The Beechwood Supermarket in Huntington Center, which turned 50 over the weekend, is really a family business.

“There’s never a time of the day when there’s not a family member in the store,” said Manager Kevin Scanlon.

“When you hear the term ‘mom and pop,’ this is it.”

His father, Robert Scanlon, was the first manager and minority shareholder when the store opened in 1959. Every member of the family old enough to work has been employed there over the years, and Kevin Scanlon said some of the employees are mistaken for family, they’ve worked there so long.

On Friday, the store was full of customers of a certain age, like Julie Prokop of Isinglass Road, who said she has shopped at the Beechwood Supermarket since it first opened.

Prokop said it was a weekly stop for her. “They’ve always treated me with respect,” she added.

“Friday is the best day of the week,” said Scanlon, “because you see all these people who’ve been shopping here forever.”

Beechwood Supermarket was getting ready for Saturday, when Mayor Mark Lauretti issued a proclamation naming Oct. 31 as “Beechwood Supermarket Day” in Shelton in honor of the 50th anniversary.

“It’s a great place to work,” said cashier Pauline Mas, who will turn 82 in February and has worked at the Beechwood Supermarket for 43 years. “I love my job. It’s a happy store to work in.”

Scanlon confided that quite a few customers wait in line when they don’t have to just so Mas will ring up their purchase.

Two other employees, Spike Jones, 60, and Rich Jennings, 55, both went to work for Robert Scanlon when they were 16.

“They were both very loyal to my father,” Kevin Scanlon said. “A lot of people think they are family members.”

Beechwood Supermarket is only 7,000 square feet, about the size of just the produce or frozen food departments in one of today’s super stores. But when it opened, Scanlon said, that size defined a “supermarket,” a new concept in American life, and certainly in Huntington Center, at the time.

Vinny Theodos, the owner of the Beechwood Market on Beechwood Avenue in Bridgeport, decided to expand his business to the suburbs. He picked Robert Scanlon, his meat cutter, to manage the new supermarket in Huntington.

There is a poster-size photo of Robert Scanlon and Vinny Theodos at the market in Bridgeport in the 1950s mounted over the meat aisle.

When Theodos died in 1984, Scanlon and his wife, Priscilla, bought the Beechwood Supermarket from his widow.

Kevin Scanlon, 44, said that when he and his siblings were children, he remembers playing hide and seek in the supermarket when it was closed on Sunday. When they were old enough, he and his brothers and sisters, Co-manager Robert Jr., and Karen, Kim, John and Theresa, all went to work at the store.

“There was one summer when all six of us were working here,” he said.

John and Robert Jr. took over as managers when their father died five years ago.
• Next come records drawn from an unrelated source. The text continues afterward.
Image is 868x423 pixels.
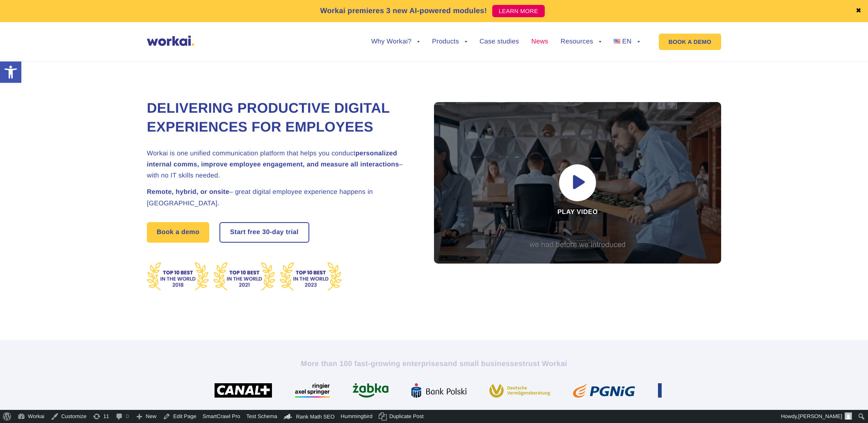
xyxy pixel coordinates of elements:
[434,102,721,263] div: Play video
[432,38,467,45] a: Products
[47,410,89,423] a: Customize
[147,99,413,137] h1: Delivering Productive Digital Experiences for Employees
[531,38,548,45] a: News
[147,189,229,196] strong: Remote, hybrid, or onsite
[147,148,413,182] h2: Workai is one unified communication platform that helps you conduct – with no IT skills needed.
[622,38,632,45] span: EN
[243,410,280,423] a: Test Schema
[220,223,308,242] a: Start free30-daytrial
[280,410,338,423] a: Rank Math Dashboard
[146,410,156,423] span: New
[371,38,420,45] a: Why Workai?
[199,410,243,423] a: SmartCrawl Pro
[389,410,424,423] span: Duplicate Post
[296,413,335,420] span: Rank Math SEO
[15,410,47,423] a: Workai
[659,33,721,50] a: BOOK A DEMO
[338,410,376,423] a: Hummingbird
[778,410,855,423] a: Howdy,
[480,38,519,45] a: Case studies
[262,229,284,236] i: 30-day
[443,360,522,368] i: and small businesses
[147,222,209,243] a: Book a demo
[798,413,842,420] span: [PERSON_NAME]
[160,410,199,423] a: Edit Page
[103,410,109,423] span: 11
[206,359,662,369] h2: More than 100 fast-growing enterprises trust Workai
[855,8,861,15] a: ✖
[147,187,413,208] h2: – great digital employee experience happens in [GEOGRAPHIC_DATA].
[320,6,487,17] p: Workai premieres 3 new AI-powered modules!
[561,38,601,45] a: Resources
[492,5,545,17] a: LEARN MORE
[126,410,129,423] span: 0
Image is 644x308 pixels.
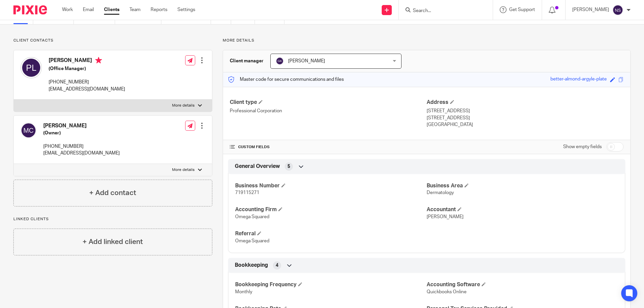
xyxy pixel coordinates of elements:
h5: (Owner) [43,130,120,137]
input: Search [412,8,473,14]
h4: + Add contact [89,188,136,198]
a: Team [129,6,141,13]
span: Omega Squared [235,239,270,243]
p: [EMAIL_ADDRESS][DOMAIN_NAME] [48,86,125,93]
h4: Address [427,99,623,106]
p: [STREET_ADDRESS] [427,108,623,114]
h4: Accounting Firm [235,206,427,213]
span: Quickbooks Online [427,290,467,294]
h4: [PERSON_NAME] [43,123,120,129]
a: Reports [150,6,168,13]
i: Primary [95,57,102,64]
h4: Business Number [235,182,427,189]
a: Clients [104,6,120,13]
img: svg%3E [21,123,36,138]
p: Client contacts [13,38,212,43]
p: [EMAIL_ADDRESS][DOMAIN_NAME] [43,150,120,157]
h4: Client type [230,99,427,106]
span: 4 [276,262,279,269]
img: svg%3E [21,57,42,78]
img: svg%3E [612,5,623,15]
div: better-almond-argyle-plate [550,76,607,84]
h4: Accounting Software [427,281,618,288]
p: Linked clients [13,217,212,222]
h4: + Add linked client [83,237,143,247]
h4: CUSTOM FIELDS [230,144,427,150]
p: [PHONE_NUMBER] [43,143,120,150]
a: Settings [177,6,195,13]
p: More details [172,167,195,173]
span: Bookkeeping [235,262,268,269]
h4: Business Area [427,182,618,189]
img: Pixie [13,6,47,15]
span: General Overview [235,163,280,170]
a: Work [62,6,73,13]
label: Show empty fields [563,144,602,150]
h4: [PERSON_NAME] [48,57,125,66]
span: 719115271 [235,191,259,195]
h4: Accountant [427,206,618,213]
h4: Bookkeeping Frequency [235,281,427,288]
p: [PHONE_NUMBER] [48,79,125,86]
p: [GEOGRAPHIC_DATA] [427,121,623,128]
h4: Referral [235,230,427,237]
span: 5 [288,163,290,170]
p: [PERSON_NAME] [572,6,609,13]
span: Dermatology [427,191,454,195]
p: [STREET_ADDRESS] [427,115,623,121]
span: [PERSON_NAME] [427,215,464,219]
span: Monthly [235,290,252,294]
p: Master code for secure communications and files [228,76,344,83]
p: More details [223,38,630,43]
span: [PERSON_NAME] [288,59,325,63]
p: More details [172,103,195,108]
a: Email [83,6,94,13]
h5: (Office Manager) [48,66,125,72]
h3: Client manager [230,58,264,64]
span: Omega Squared [235,215,270,219]
p: Professional Corporation [230,108,427,114]
span: Get Support [509,7,535,12]
img: svg%3E [276,57,284,65]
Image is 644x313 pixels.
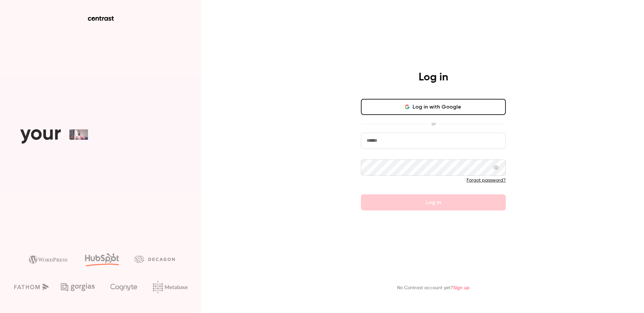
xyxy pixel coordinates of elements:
[419,71,448,84] h4: Log in
[428,120,439,128] span: or
[453,286,469,291] a: Sign up
[134,256,175,263] img: decagon
[397,285,469,292] p: No Contrast account yet?
[361,99,506,115] button: Log in with Google
[467,178,506,183] a: Forgot password?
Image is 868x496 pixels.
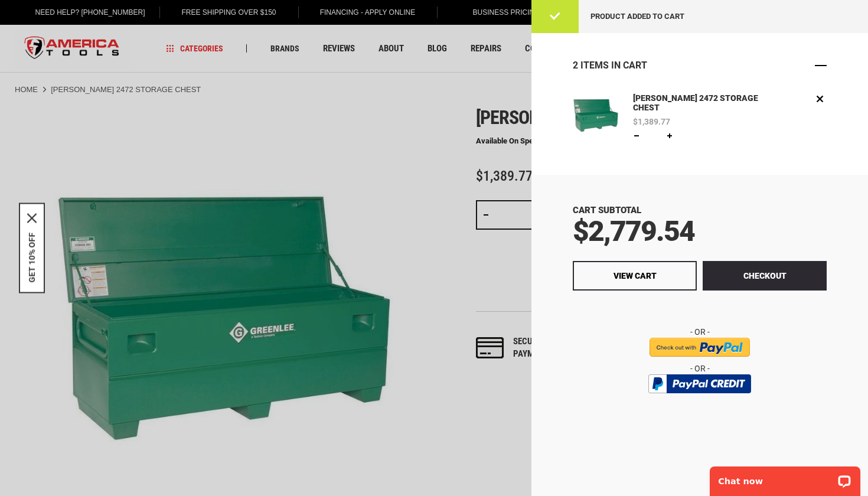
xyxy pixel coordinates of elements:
[573,60,578,71] span: 2
[27,214,37,223] button: Close
[591,12,685,20] span: Product added to cart
[27,214,37,223] svg: close icon
[614,271,657,280] span: View Cart
[703,459,868,496] iframe: LiveChat chat widget
[703,261,827,291] button: Checkout
[573,261,697,291] a: View Cart
[815,60,827,72] button: Close
[573,214,695,248] span: $2,779.54
[27,233,37,283] button: GET 10% OFF
[573,205,641,216] span: Cart Subtotal
[573,92,619,138] img: GREENLEE 2472 STORAGE CHEST
[573,92,619,142] a: GREENLEE 2472 STORAGE CHEST
[656,396,744,409] img: btn_bml_text.png
[630,92,766,114] a: [PERSON_NAME] 2472 STORAGE CHEST
[581,60,647,71] span: Items in Cart
[634,118,670,126] span: $1,389.77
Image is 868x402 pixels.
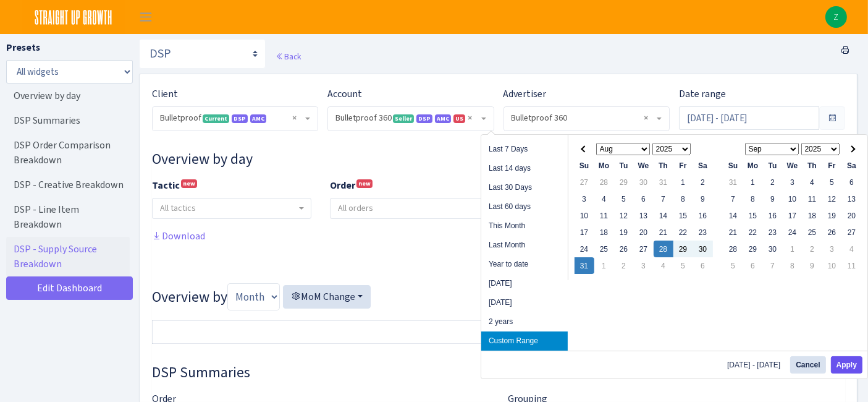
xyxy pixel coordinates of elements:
[654,157,673,174] th: Th
[594,224,614,240] td: 18
[594,257,614,274] td: 1
[783,174,802,191] td: 3
[822,191,842,207] td: 12
[614,257,634,274] td: 2
[614,174,634,191] td: 29
[160,112,303,124] span: Bulletproof <span class="badge badge-success">Current</span><span class="badge badge-primary">DSP...
[693,257,713,274] td: 6
[654,191,673,207] td: 7
[802,191,822,207] td: 11
[634,240,654,257] td: 27
[763,224,783,240] td: 23
[614,191,634,207] td: 5
[693,191,713,207] td: 9
[152,151,845,168] h3: Widget #10
[283,285,370,309] button: MoM Change
[468,112,473,124] span: Remove all items
[693,207,713,224] td: 16
[276,51,301,62] a: Back
[503,87,546,102] label: Advertiser
[511,112,654,124] span: Bulletproof 360
[504,107,669,130] span: Bulletproof 360
[634,157,654,174] th: We
[575,157,594,174] th: Su
[614,224,634,240] td: 19
[250,114,266,123] span: AMC
[575,174,594,191] td: 27
[6,133,130,172] a: DSP Order Comparison Breakdown
[481,312,568,331] li: 2 years
[594,191,614,207] td: 4
[330,198,548,218] input: All orders
[654,207,673,224] td: 14
[673,174,693,191] td: 1
[842,191,862,207] td: 13
[328,107,493,130] span: Bulletproof 360 <span class="badge badge-success">Seller</span><span class="badge badge-primary">...
[783,207,802,224] td: 17
[634,191,654,207] td: 6
[723,240,743,257] td: 28
[673,191,693,207] td: 8
[327,87,362,102] label: Account
[6,40,40,55] label: Presets
[152,87,178,102] label: Client
[202,114,229,123] span: Current
[743,224,763,240] td: 22
[842,240,862,257] td: 4
[802,257,822,274] td: 9
[6,83,130,108] a: Overview by day
[763,157,783,174] th: Tu
[654,174,673,191] td: 31
[825,6,847,28] img: Zach Belous
[416,114,432,123] span: DSP
[6,108,130,133] a: DSP Summaries
[743,240,763,257] td: 29
[575,257,594,274] td: 31
[693,174,713,191] td: 2
[743,174,763,191] td: 1
[152,230,205,242] a: Download
[802,240,822,257] td: 2
[723,191,743,207] td: 7
[763,191,783,207] td: 9
[802,157,822,174] th: Th
[693,240,713,257] td: 30
[743,157,763,174] th: Mo
[842,257,862,274] td: 11
[594,240,614,257] td: 25
[481,236,568,255] li: Last Month
[481,197,568,216] li: Last 60 days
[152,364,845,381] h3: Widget #37
[802,207,822,224] td: 18
[825,6,847,28] a: Z
[152,107,318,130] span: Bulletproof <span class="badge badge-success">Current</span><span class="badge badge-primary">DSP...
[575,207,594,224] td: 10
[454,114,465,123] span: US
[842,174,862,191] td: 6
[594,174,614,191] td: 28
[822,240,842,257] td: 3
[654,257,673,274] td: 4
[634,224,654,240] td: 20
[654,224,673,240] td: 21
[831,356,862,373] button: Apply
[130,7,161,27] button: Toggle navigation
[763,174,783,191] td: 2
[330,179,355,192] b: Order
[842,224,862,240] td: 27
[783,191,802,207] td: 10
[822,224,842,240] td: 26
[634,257,654,274] td: 3
[634,207,654,224] td: 13
[481,216,568,236] li: This Month
[575,240,594,257] td: 24
[181,179,197,188] sup: new
[393,114,414,123] span: Seller
[292,112,296,124] span: Remove all items
[481,255,568,274] li: Year to date
[614,207,634,224] td: 12
[575,224,594,240] td: 17
[783,257,802,274] td: 8
[822,257,842,274] td: 10
[152,179,180,192] b: Tactic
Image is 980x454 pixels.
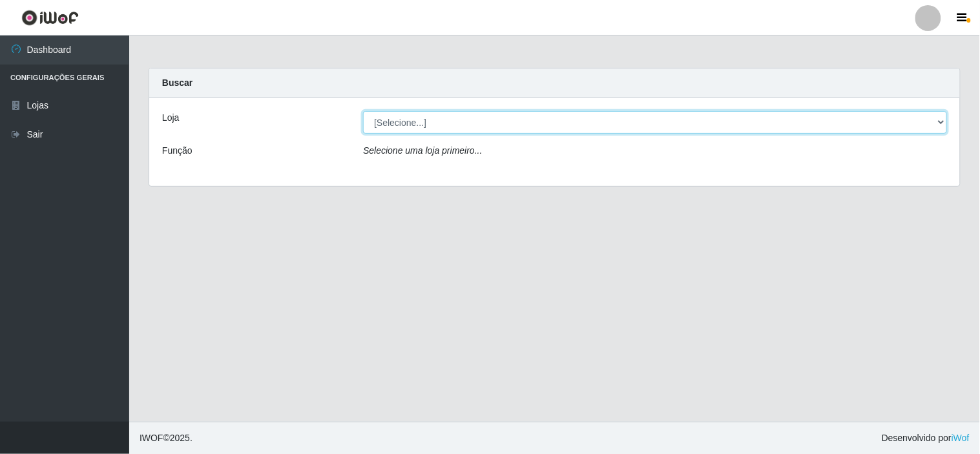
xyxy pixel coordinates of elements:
[363,145,482,156] i: Selecione uma loja primeiro...
[162,144,193,158] label: Função
[139,431,193,445] span: © 2025 .
[139,433,163,443] span: IWOF
[162,111,179,125] label: Loja
[162,78,193,88] strong: Buscar
[952,433,970,443] a: iWof
[22,10,79,26] img: CoreUI Logo
[882,431,970,445] span: Desenvolvido por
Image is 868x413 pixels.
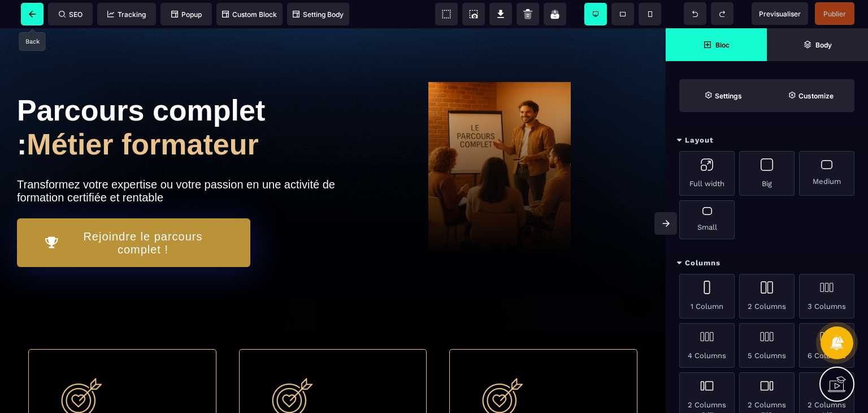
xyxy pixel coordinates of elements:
div: 1 Column [679,273,735,319]
strong: Body [816,41,832,49]
div: 5 Columns [739,323,794,367]
img: 8fd773c12a2fee10892d47c6ae6e619e_Parcours_complet.png [428,53,571,226]
img: 184210e047c06fd5bc12ddb28e3bbffc_Cible.png [51,344,108,400]
strong: Settings [715,92,742,100]
strong: Customize [798,92,834,100]
strong: Bloc [716,41,729,49]
div: 6 Columns [799,323,854,367]
span: Preview [752,2,808,25]
text: Transformez votre expertise ou votre passion en une activité de formation certifiée et rentable [17,147,351,178]
div: Full width [679,151,735,196]
div: Small [679,201,735,239]
div: 4 Columns [679,323,735,367]
div: 3 Columns [799,273,854,319]
span: View components [435,3,458,25]
div: Columns [666,253,868,273]
div: Layout [666,130,868,151]
span: Popup [171,11,202,18]
div: Big [739,151,794,196]
span: SEO [59,11,82,18]
span: Setting Body [293,11,344,18]
div: Medium [799,151,854,196]
span: Tracking [108,11,146,18]
span: Open Blocks [666,28,767,61]
span: Open Layer Manager [767,28,868,61]
h1: Parcours complet : [17,65,351,139]
img: 184210e047c06fd5bc12ddb28e3bbffc_Cible.png [473,344,529,400]
span: Métier formateur [26,100,259,133]
span: Open Style Manager [767,79,854,112]
span: Previsualiser [760,10,801,18]
span: Settings [679,79,767,112]
span: Custom Block [222,11,277,18]
img: 184210e047c06fd5bc12ddb28e3bbffc_Cible.png [263,344,319,400]
div: 2 Columns [739,273,794,319]
button: Rejoindre le parcours complet ! [17,190,250,238]
span: Screenshot [462,3,485,25]
span: Publier [823,10,847,18]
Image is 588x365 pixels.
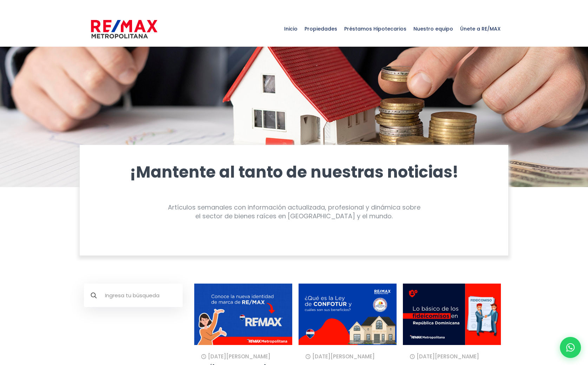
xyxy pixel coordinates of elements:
[301,11,341,46] a: Propiedades
[91,11,157,46] a: RE/MAX Metropolitana
[457,11,504,46] a: Únete a RE/MAX
[403,284,501,345] img: Portada artículo del funcionamiento del fideicomiso inmobiliario en República Dominicana con sus ...
[410,18,457,39] span: Nuestro equipo
[341,11,410,46] a: Préstamos Hipotecarios
[91,18,157,40] img: remax-metropolitana-logo
[84,284,183,307] input: Ingresa tu búsqueda
[312,353,375,360] span: [DATE][PERSON_NAME]
[194,284,293,345] img: miniatura gráfico con chica mostrando el nuevo logotipo de REMAX
[208,353,270,360] span: [DATE][PERSON_NAME]
[105,162,483,182] h1: ¡Mantente al tanto de nuestras noticias!
[457,18,504,39] span: Únete a RE/MAX
[301,18,341,39] span: Propiedades
[105,203,483,220] div: Artículos semanales con información actualizada, profesional y dinámica sobre el sector de bienes...
[417,353,479,360] span: [DATE][PERSON_NAME]
[281,18,301,39] span: Inicio
[299,284,397,345] img: Gráfico de una propiedad en venta exenta de impuestos por ley confotur
[410,11,457,46] a: Nuestro equipo
[281,11,301,46] a: Inicio
[341,18,410,39] span: Préstamos Hipotecarios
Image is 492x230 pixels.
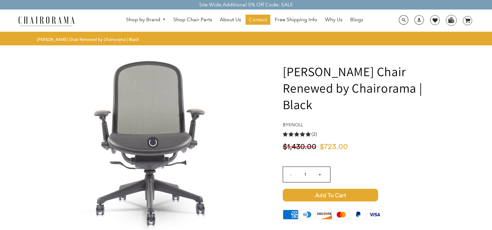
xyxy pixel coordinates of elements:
a: Shop Chair Parts [170,15,215,25]
h4: by [283,122,453,128]
input: - [283,167,298,182]
a: Blogs [347,15,366,25]
span: Add to Cart [283,189,378,202]
span: Blogs [350,17,363,23]
span: About Us [220,17,241,23]
a: Free Shipping Info [271,15,320,25]
nav: DesktopNavigation [105,15,383,26]
span: (2) [311,131,317,138]
span: [PERSON_NAME] Chair Renewed by Chairorama | Black [37,37,139,42]
img: chairorama [15,15,78,26]
a: About Us [216,15,244,25]
a: Contact [245,15,270,25]
a: 5.0 rating (2 votes) [283,131,453,138]
h1: [PERSON_NAME] Chair Renewed by Chairorama | Black [283,63,453,113]
span: Shop Chair Parts [173,17,212,23]
span: $723.00 [319,143,351,152]
span: Why Us [325,17,342,23]
nav: breadcrumbs [37,37,141,42]
input: + [312,167,327,182]
span: $1,430.00 [283,143,319,152]
button: Add to Cart [283,189,453,202]
img: WhatsApp_Image_2024-07-12_at_16.23.01.webp [446,15,456,25]
a: knoll [288,122,303,128]
span: Free Shipping Info [275,17,317,23]
span: Contact [249,17,267,23]
a: Why Us [322,15,345,25]
a: Shop by Brand [123,15,169,25]
a: Chadwick Chair - chairorama.com [58,139,248,146]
Priscilla Scanlon has 16 grandchildren, and three of them, Ryan and Michelle Scanlon and Lauren Mastriani, are the third generation of family members working at the Beechwood Supermarket. Kevin said more would join them when they get old enough. “It’s always the discussion at Thanksgiving,” he said. “Who’s next.”

His wife, Kelly, was also working as a cashier on Friday, and Robert’s wife, Sharon, works as a cashier, too.

Two of his brothers married girls they met as co-workers, in fact.

The familial atmosphere, which makes customers feel like family, is part of the Beechwood Supermarket’s success, but Scanlon said there’s also a lot of individualized customer service that brings people back year after year.

He said he has extensive records of special orders his customers have made going back decades. Thanksgiving turkeys are a big special order item, and he has customers who long ago moved out of Shelton, but return in November for special-order holiday birds because their parents bought them at Beechwood Supermarket when they were children.

Kevin Scanlon said the supermarket is celebrating the milestone with an anniversary sale. “It’s a good way to say thanks,” he said, “especially in this economy.”